Error reporting is a tricky business. Get it right and your users will be able to correct their actions quickly. Get it wrong and you will be the cause of your user’s frustration — because, face it: A) users will make mistakes and B) your application will encounter erroneous conditions due to bugs or unpredicted scenarios.
Understand usage errors and application errors
From the programmer’s point of view, there are many types of errors that an application can detect; but, from the point of view of the user, errors can be classified in two broad categories: usage errors and application errors. Let’s take a look at what these are before diving into how to handle them.
Usage errors are the kind of errors that can only be caused by the user due to a misunderstanding of the program interface or due to the fat-fingering of a command. These include cases like specifying an unknown option, providing an argument to an option that does not accept any, trying to invoke an unknown subcommand, or making a mistake in the number or type of the positional arguments to the application. These errors are easily fixable just by re-executing the program with the right syntax.
Application errors are “everything else that is not a usage error”. For example: failure to open a file for write, failure to allocate memory, or failure to connect to a remote server. It is true that some of these can be caused by the user: for example, if the application takes a path to an input file and the user provides a path to an unreadable or non-existent file, the application will fail. However, there is nothing wrong with the invocation of the application: the application is behaving just as the user requested and encountered an error with an external system.
Once you grasp the difference between these categories, you are armed with the key knowledge that will improve any error handling you implement—even in GUI applications!
Guiding the user to get help
Whenever the user encounters an error, he will either be able to immediately fix the problem given enough experience or he will need to look for additional details elsewhere. As the designer of the application, it is your job to make these pleasant experiences:
In the case of usage errors, the most useful information that the user can receive is an explicit error message indicating what is wrong with his command and an additional message explaining how to obtain further help. This 1- or 2-line long message is terse and tells the user all he needs to know to fix the problem: novice users will find details on how to see the full instructions while experienced users will quickly realize their mistake by reading the explicit error message.

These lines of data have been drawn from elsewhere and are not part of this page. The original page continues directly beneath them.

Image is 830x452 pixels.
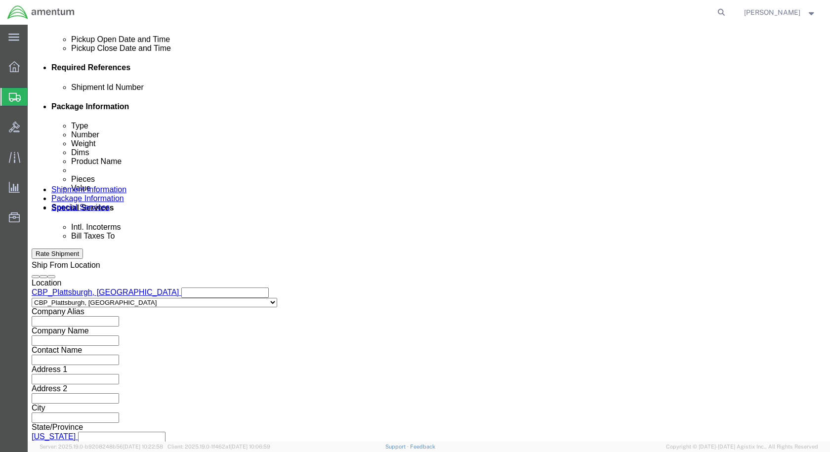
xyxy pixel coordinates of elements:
[385,444,410,449] a: Support
[7,5,75,20] img: logo
[743,6,816,18] button: [PERSON_NAME]
[666,443,818,451] span: Copyright © [DATE]-[DATE] Agistix Inc., All Rights Reserved
[230,444,270,449] span: [DATE] 10:06:59
[40,444,163,449] span: Server: 2025.19.0-b9208248b56
[167,444,270,449] span: Client: 2025.19.0-1f462a1
[410,444,435,449] a: Feedback
[123,444,163,449] span: [DATE] 10:22:58
[28,25,830,442] iframe: FS Legacy Container
[744,7,800,18] span: Nolan Babbie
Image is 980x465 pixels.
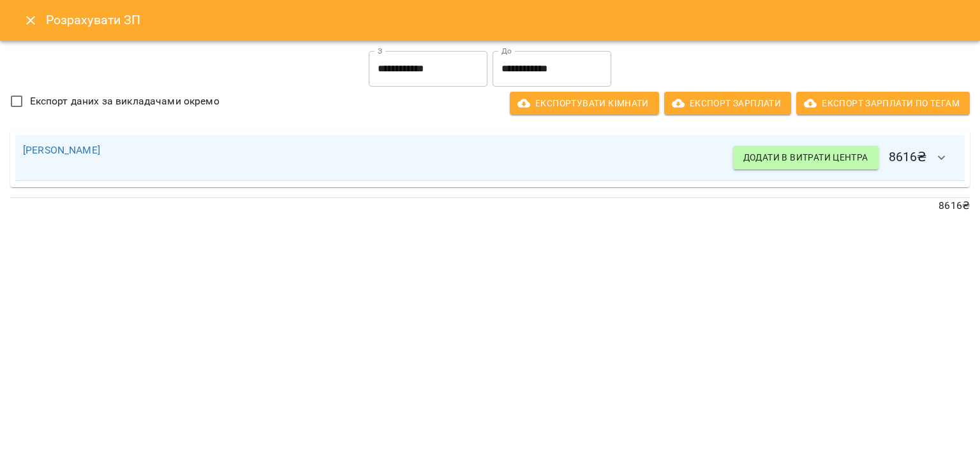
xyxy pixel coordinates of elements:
[509,92,659,115] button: Експортувати кімнати
[806,95,959,111] span: Експорт Зарплати по тегам
[664,92,791,115] button: Експорт Зарплати
[30,94,220,109] span: Експорт даних за викладачами окремо
[10,198,969,213] p: 8616 ₴
[15,5,46,35] button: Close
[46,10,965,30] h6: Розрахувати ЗП
[796,92,969,115] button: Експорт Зарплати по тегам
[23,144,100,156] a: [PERSON_NAME]
[733,142,957,173] h6: 8616 ₴
[520,95,649,111] span: Експортувати кімнати
[674,95,780,111] span: Експорт Зарплати
[743,150,868,165] span: Додати в витрати центра
[733,146,878,169] button: Додати в витрати центра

For example: a message such as Unknown option
is suboptimal because it does not indicate which option was wrong and it does not mention how to see which options are valid. A better alternative is to say Unknown option --path; type 'myapp help' for details.
In the case of application errors, you should print a description of the problem the application encountered. This is trickier than you might think: the description needs to be accurate enough to pinpoint the root cause of the problem and not be ambiguous, while at the same time it needs to provide enough context to relate such root cause to what the user asked for.
For example: a No such file or directory
error message, on its own, is useless in general. Which file does not exist? An input file that the user provided on the command line or a supporting file that the application attempted to load in the background? A better way to convey such an error would be to say: Cannot open configuration file /etc/myapp.conf: No such file or directory.
Generating error messages for usage errors is easy because those errors are captured in the presentation layer and handled at that level. However, application errors may come from deep layers of your software stack: unless you have been careful to annotate those errors during their propagation with enough details to generate a message with enough context, you won’t be able to do so when the time to print it comes.
Unhandled exceptions
A common trend nowadays in languages that dump a stack trace in the face of errors is to delegate error reporting to just this: raise an exception from an inner layer of the software stack, let it propagate all the way out, and let the interpreter print it out along with the stack trace.
This is wrong. Your application should explicitly handle all errors that it is expected to raise and you should think hard on the best way to report each case. A single message summarizing the problem along with a suggestion on how to correct it is much better than dumping a cryptic and useless stack trace. (Pro tip: Implementing integration tests for these error cases will force you to think what the best course of action for each error is.)
But I agree with you: handling all errors is hard, especially in languages that implement exceptions. It’s all too easy to miss the handling of a specific exception raised many abstraction levels below, and that’s OK as long as you consider these cases to be bugs. For this reason, I often implement a catch-all handler that spots these unhandled exceptions, prints debugging information and asks the user to report the problem to the right issue tracker.
Never consider stack traces to be a replacement for error messages.
Errors go to stderr
stdout and stderr is a topic that we will get into in more depth later in the series. But, for now, all you should keep in mind is that error messages belong in stderr. Make sure to send them there, even when writing shell scripts!
I want to help the user when there is an error!
That’s an excellent goal and is what made me write this article in the first place. However, you will have to wait until Thursday for further details, as Thursday’s post will focus on describing how to offer help and how not to. The conditions in which help is offered depend on the types of errors that the application can yield and thus I had to describe error handling first!